Thailand is giving businesses a stronger reason to invest in energy efficiency. Under Royal Decree No. 805 B.E. 2569, that opportunity now comes with a paperwork test.
For hotels and serviced apartments, the incentive could support investment in high-efficiency machinery, equipment and energy-saving materials. But the value depends on records: what was bought, where it was installed, when it became operational, who supplied it and whether it meets the required efficiency standards.
And this is where sustainability ambition meets capex discipline. Hotels that plan early can turn energy-efficiency upgrades into stronger financial, reporting and procurement assets. Those that wait until tax season may find the opportunity has been lost between the purchase order, the installation record and the invoice file.
Royal Decree No. 805, issued under the Revenue Code, took effect in March 2026 and runs until 31 December 2028. While the decree also covers residential rooftop solar, the relevant section for hotel and serviced-apartment operators concerns certified high-efficiency machinery, equipment and energy-saving materials.

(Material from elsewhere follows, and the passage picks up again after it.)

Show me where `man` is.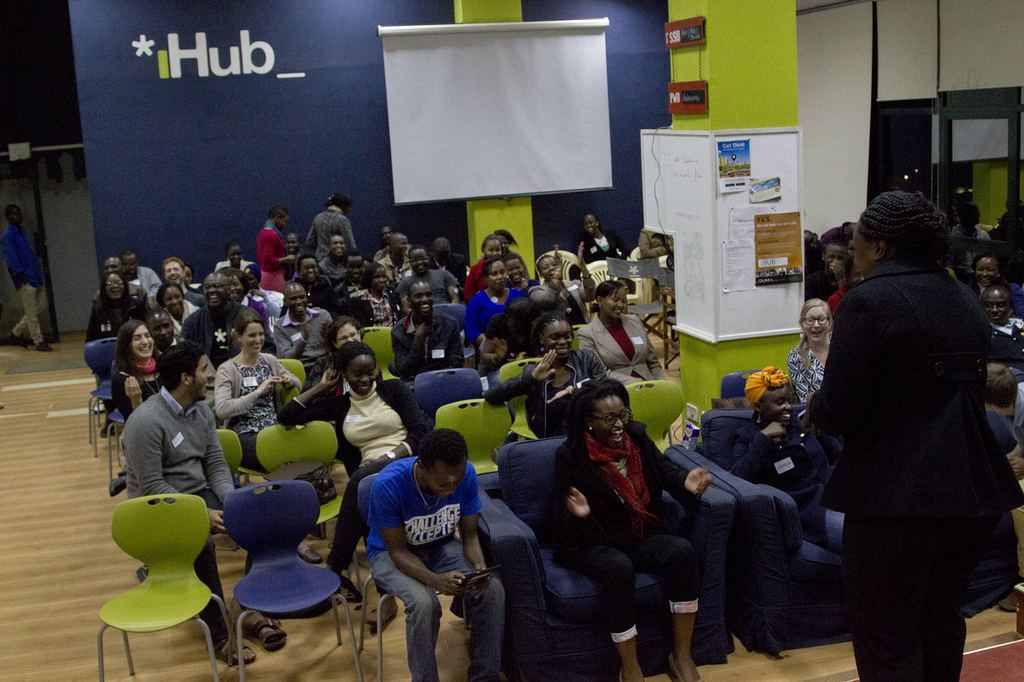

The incentive is often described as a 150% deduction. More precisely, it provides eligible taxpayers with additional tax relief linked to qualifying expenditure. That relief is subject to certification standards, use in Thailand, electronic invoicing and restrictions on overlapping incentives.
For operators, the distinction matters. A THB2 million investment in approved HVAC, machinery or energy-saving equipment could support a THB3 million deduction from taxable income, depending on eligibility and the operator's tax position. It is a deduction, not a cash rebate.
The Royal Decree provides a direct fiscal incentive for taxpayers to invest in qualifying assets, subject to conditions such as certification standards, use within Thailand, and compliance with electronic tax invoicing requirements.
— Paul Ashburn, Co-Managing Partner at HLB Thailand
The benefit is tied to evidence. Qualifying assets must be new, located in Thailand and properly certified. Operators must keep electronic tax invoices from VAT-registered suppliers. Expenses also cannot be double-claimed under other incentives.
The decree is also part of a wider shift. Thailand is using several policy levers to encourage businesses to modernise equipment, cut energy demand and improve operational performance.
For many hotel operators, the Revenue Department incentive is likely to be the broadest starting point because it applies through the tax system. BOI support may be relevant for qualifying Thai-owned SMEs and specific productivity or energy-efficiency investments. DEDE support falls outside the tax system and may be more accessible to some operators, as it provides direct cost support for machinery and high-efficiency equipment upgrades.
These measures should not be treated as mutually exclusive by default. They are different tools aimed at the same outcome. The practical question is which incentives may apply, how they interact and what evidence must be in place before procurement begins.
That puts records at the centre of the capex decision.
Before committing spend, operators should check:
- whether the asset qualifies under the intended scheme or schemes
- whether it is new, located in Thailand and correctly certified
- whether the supplier is VAT-registered and can issue the required e-tax invoice
- whether installation will be completed within the eligible period
- whether costs need to be separated across different parts of a wider project
- whether operational records are strong enough for tax, reporting and buyer review
A hotel may invest in better systems, reduce energy use and improve performance. Without clean records, those gains are harder to use in tax planning, procurement, owner reporting or sustainability communications.
A reviewed sustainability record can help operators organise what was purchased, what changed, what evidence exists and where the gaps remain. It does not guarantee a tax deduction, BOI incentive or DEDE co-payment claim. Those depend on each scheme's rules and should be checked with qualified Thai tax or legal advisers.
But good records do make the next step easier. They connect operational improvement with the documentation needed for finance, reporting and commercial conversations.
Thailand's energy-efficiency push shows how sustainability investment is becoming more technical and more closely tied to proof. The operators best placed to benefit will not simply be those that spend first. They will be the ones that can prove what they bought, when it was installed, how it performs and why it qualifies.
Tuu provides independently reviewed sustainability records for hotel and serviced-apartment operators in Southeast Asia. These records help operators organise evidence, strengthen internal readiness and support disciplined sustainability documentation. They do not replace Thai tax, legal or scheme-specific advice.
This article is based on Royal Decree No. 805 B.E. 2569, public tax summaries, BOI materials, commentary from HLB Thailand, and Thai government information on DEDE co-payment support. It is for general information only and does not constitute tax or legal advice. Operators should seek qualified Thai tax counsel before making claims under any scheme.